Almost every New Yorker has seen it, many more than once: harassment, groping or sexual abuse on the bus or subway. It’s horrible, it’s all too frequent, and advocates are right to demand an effective response. But when that response takes the form of mass transit banishment, New Yorkers need to pause and ask some questions.
As part of his 2020 State of The State address, Gov. Cuomo is backing a three-year ban on riding the subways and buses for those convicted of certain sex crimes, including repeated harassment on the public transit system. To see mass transit turned from the birthright of all New Yorkers into a privilege for those deemed worthy is alarming. But seeing “Minority Report”-style preventative policing take root in Albany is downright chilling.
It is a basic notion in all free societies: Someone guilty of a past crime is not presumed guilty of future offenses. This mentality turns past infractions into an inescapable pipeline to recidivism, and it’s a stark change coming from a governor who once said that giving New Yorkers with criminal records a second chance is a “step toward a more fair and a more compassionate” state.
New York is long past due in holding sexual abusers, especially those in positions of power, accountable, but that doesn’t mean that sexual harassment should be exempt from the rules that govern every other sort of policing.
Indeed, there is no evidence that sexual harassers are more likely than those with other convictions to reoffend. So why should they get banned from taking the bus if those convicted of murder and arson remain free to ride the rails?
Those previously convicted of crimes still have a right to commute to work. They still have the right to repay their debt. Our nation’s puritanical predecessors may have believed in banishment, but our Constitution forbids it.
And the part of the law that is most disturbing isn’t found anywhere in the text of the governor’s speech: How will the ban be enforced? How will the NYPD police the nearly 2 billion MTA trips taken each year?

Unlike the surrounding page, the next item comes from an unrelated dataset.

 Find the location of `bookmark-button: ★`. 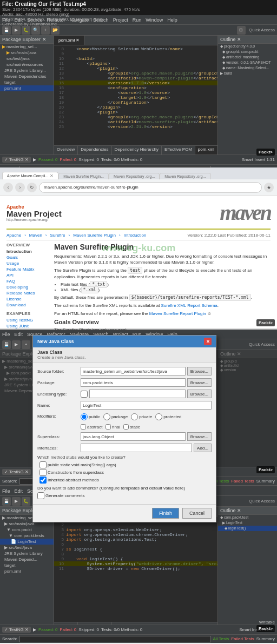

When NYPD Commissioner Dermot Shea was asked this question on WNYC this week, he repeatedly dodged, saying “the officers know who these individuals are.” When asked if riders would have to show ID and if this would risk racial profiling, he simply repeated the claim that sex offenders are known to cops who patrol the subways and can be easily identified.
The notion that thousands of transit officers can recognize sexual offenders on sight defies logic. The Legal Aid Society fears just what Shea denied, that the law will lead to racial profiling by officers who can use it as a pretext to stop riders of color. They may be right, but the answer may be more Orwellian. It could involve something the MTA has pledged not to do: real-time facial recognition.
The NYPD facial recognition program, which is now used to investigate crimes after they’ve been committed, reached more than 8,000 cases in 2018, but that is nothing compared to its potential deployment to identify people banned from the transit system in real-time.
This would not only be reminiscent of Chinese surveillance; it would automate discrimination against New Yorkers of color and women, who face much higher error rates.
These concerns were raised last year, when apparent facial recognition was spotted in the Times Square subway station. The MTA denied the allegation, but when my organization, S.T.O.P., demanded to see the proof, they stonewalled us.
The MTA and NYPD claim that there are no plans to use facial recognition technology to keep anyone out of the subway system, but why should we trust public denials? We need it put in writing.
We need to know whether plans to add cameras to every single subway entrance could be used to facilitate real-time facial recognition.
And regardless of how it’s implemented, transit banishment would be a misguided response to a very real problem. But using facial recognition would make a bad law even worse. New Yorkers deserve to feel safe during their commutes, but this is not the way to do it.
Cahn (@FoxCahn) is the founder and executive director of The Surveillance Technology Oversight Project (S.T.O.P.) at the Urban Justice Center, and a fellow at the Engelberg Center for Innovation Law & Policy at N.Y.U. School of Law.